Pierre Menard, author of the Lord of the Rings by Jorge Luis Borges
Any insinuation that Menard dedicated his life to the writing of a contemporary Lord of the Rings is a calumny of his illustrious memory. He did not want to compose another Lord of the Rings - which is easy - but the Lord of the Rings itself. Needless to say, he never contemplated a mechanical transcription of the original; he did not propose to copy it. His admirable intention was to produce a few pages which would coincide-word for word and line for line-with those of J.R.R. Tolkien.
The first method he conceived was relatively simple. Know English well, teach at Oxford, fight briefly in the war, forget the history of the world between 1974 and the present, be J.R.R. Tolkien. Pierre Menard studied this procedure (I know he attained a fairly accurate command of early twentieth-century English) but discarded it as too easy. Rather as impossible! my reader will say. Granted, but the undertaking was impossible from the very beginning and of all the impossible ways of carrying it out, this was the least interesting. To be, in the twenty-first century, a popular novelist of the twentieth seemed to him a diminution. To be, in some way, Tolkien and reach the Lord of the Rings seemed less arduous to him - and, consequently, less interesting - than to go on being Pierre Menard and reach the Lord of the Rings through the experiences of Pierre Menard.
“The Lord of the Rings,” Menard explains, "interests me profoundly, but it does not seem to me to have been - how shall I say this - inevitable. I cannot imagine the universe without the interjection of Edgar Allan Poe, “Ah, bear in mind this garden was enchanted!” or without the Ancient Mariner, but I know that I am capable of imagining it without the Lord of the Rings. (I speak, naturally, of my personal capacity, not of the historical repercussions of the works.) The Lord of the Rings is an accidental trilogy; the Lord of the Rings is unnecessary. I can premeditate writing, I can write it, without incurring a tautology.
My problems are undeniably considerably more difficult than those which Tolkien faced. My affable precursor did not refuse the collaboration of fate; he went along composing his work a little a la diable, swept along by inertias of language and invention. I have contracted the mysterious duty of reconstructing literally his spontaneous work.
To compose the Lord of the Rings in the midst of the twentieth century was a reasonable, necessary and perhaps inevitable undertaking; at the beginning of the twenty-first century it is almost impossible. It is not in vain that fifty years have passed, charged with the most complex happenings - among them, to mention only one, that same Lord of the Rings."
In spite of these obstacles, the fragmentary Lord of the Rings of Menard is more subtle than that of Tolkien. The latter indulges in a rather coarse opposition between good and evil in the imaginary land of Middle Earth; Menard chooses as “reality” the land of America during the century of Bush and the “War against Terror”.
Equally vivid is the contrast in styles. The archaic style of Menard - in the last analysis, a foreigner - suffers from a certain affectation. Not so that of his precursor, who handles easily the ordinary English and extraordinary Elvish of his time.
There is no intellectual exercise which is not ultimately useless. A philosophical doctrine is in the beginning a seemingly true description of the universe; as the years pass it becomes a mere chapter - if not a paragraph or a noun - in the history of philosophy. In literature this ultimate decay is even more notorious. “The Lord of the Rings,” Menard once told me, “was above all an agreeable book; now it is an occasion for patriotic toasts, grammatical arrogance, and obscene deluxe editions. Glory is an incomprehension, and perhaps the worst.”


* _Brief_
Line by line, transcribe the data below exactly and pass over the images.

* _Records for the task_
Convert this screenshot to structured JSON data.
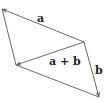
{
  "diagram": {
    "colors": {
      "line": "#6a6a6a",
      "label": "#222222",
      "background": "#ffffff"
    },
    "vertices": {
      "top_left": [
        2,
        9
      ],
      "right_middle": [
        84,
        42
      ],
      "bottom_left": [
        16,
        65
      ],
      "bottom_right": [
        99,
        97
      ]
    },
    "vectors": [
      {
        "name": "a",
        "from": "right_middle",
        "to": "top_left",
        "label": "a"
      },
      {
        "name": "b",
        "from": "right_middle",
        "to": "bottom_right",
        "label": "b"
      },
      {
        "name": "a-plus-b",
        "from": "right_middle",
        "to": "bottom_left",
        "label": "a + b"
      },
      {
        "name": "b-translated",
        "from": "top_left",
        "to": "bottom_left",
        "label": ""
      },
      {
        "name": "a-translated",
        "from": "bottom_right",
        "to": "bottom_left",
        "label": ""
      }
    ],
    "labels": {
      "a": "a",
      "b": "b",
      "sum": "a + b"
    }
  }
}
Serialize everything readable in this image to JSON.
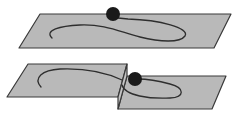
{
  "figure": {
    "colors": {
      "plane_fill": "#b9b9b9",
      "step_fill": "#c4c4c4",
      "outline": "#3a3a3a",
      "curve": "#2e2e2e",
      "ball": "#1a1a1a",
      "background": "#ffffff"
    },
    "top_panel": {
      "plane_points": "40,14 231,14 214,48 19,48",
      "curve_path": "M 52,38 C 44,30 60,26 80,25 C 105,24 120,32 140,37 C 160,42 180,43 185,36 C 190,28 160,20 128,19 L 118,18",
      "ball": {
        "cx": 113,
        "cy": 14,
        "r": 7
      }
    },
    "bottom_panel": {
      "left_plane_points": "28,64 127,64 118,97 7,97",
      "step_face_points": "118,97 127,64 127,76 118,109",
      "right_plane_points": "127,76 226,76 212,109 118,109",
      "left_curve_path": "M 41,87 C 33,78 42,70 60,69 C 85,68 105,72 122,80",
      "right_curve_path": "M 122,85 C 125,96 150,99 170,98 C 185,97 185,88 170,84 C 155,80 142,79 138,79",
      "ball": {
        "cx": 135,
        "cy": 79,
        "r": 7
      }
    }
  }
}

* _Exercise answer_
Convert this screenshot to structured JSON data.
{
  "diagram": {
    "colors": {
      "line": "#6a6a6a",
      "label": "#222222",
      "background": "#ffffff"
    },
    "vertices": {
      "top_left": [
        2,
        9
      ],
      "right_middle": [
        84,
        42
      ],
      "bottom_left": [
        16,
        65
      ],
      "bottom_right": [
        99,
        97
      ]
    },
    "vectors": [
      {
        "name": "a",
        "from": "right_middle",
        "to": "top_left",
        "label": "a"
      },
      {
        "name": "b",
        "from": "right_middle",
        "to": "bottom_right",
        "label": "b"
      },
      {
        "name": "a-plus-b",
        "from": "right_middle",
        "to": "bottom_left",
        "label": "a + b"
      },
      {
        "name": "b-translated",
        "from": "top_left",
        "to": "bottom_left",
        "label": ""
      },
      {
        "name": "a-translated",
        "from": "bottom_right",
        "to": "bottom_left",
        "label": ""
      }
    ],
    "labels": {
      "a": "a",
      "b": "b",
      "sum": "a + b"
    }
  }
}
Serialize everything readable in this image to JSON.
{
  "figure": {
    "colors": {
      "plane_fill": "#b9b9b9",
      "step_fill": "#c4c4c4",
      "outline": "#3a3a3a",
      "curve": "#2e2e2e",
      "ball": "#1a1a1a",
      "background": "#ffffff"
    },
    "top_panel": {
      "plane_points": "40,14 231,14 214,48 19,48",
      "curve_path": "M 52,38 C 44,30 60,26 80,25 C 105,24 120,32 140,37 C 160,42 180,43 185,36 C 190,28 160,20 128,19 L 118,18",
      "ball": {
        "cx": 113,
        "cy": 14,
        "r": 7
      }
    },
    "bottom_panel": {
      "left_plane_points": "28,64 127,64 118,97 7,97",
      "step_face_points": "118,97 127,64 127,76 118,109",
      "right_plane_points": "127,76 226,76 212,109 118,109",
      "left_curve_path": "M 41,87 C 33,78 42,70 60,69 C 85,68 105,72 122,80",
      "right_curve_path": "M 122,85 C 125,96 150,99 170,98 C 185,97 185,88 170,84 C 155,80 142,79 138,79",
      "ball": {
        "cx": 135,
        "cy": 79,
        "r": 7
      }
    }
  }
}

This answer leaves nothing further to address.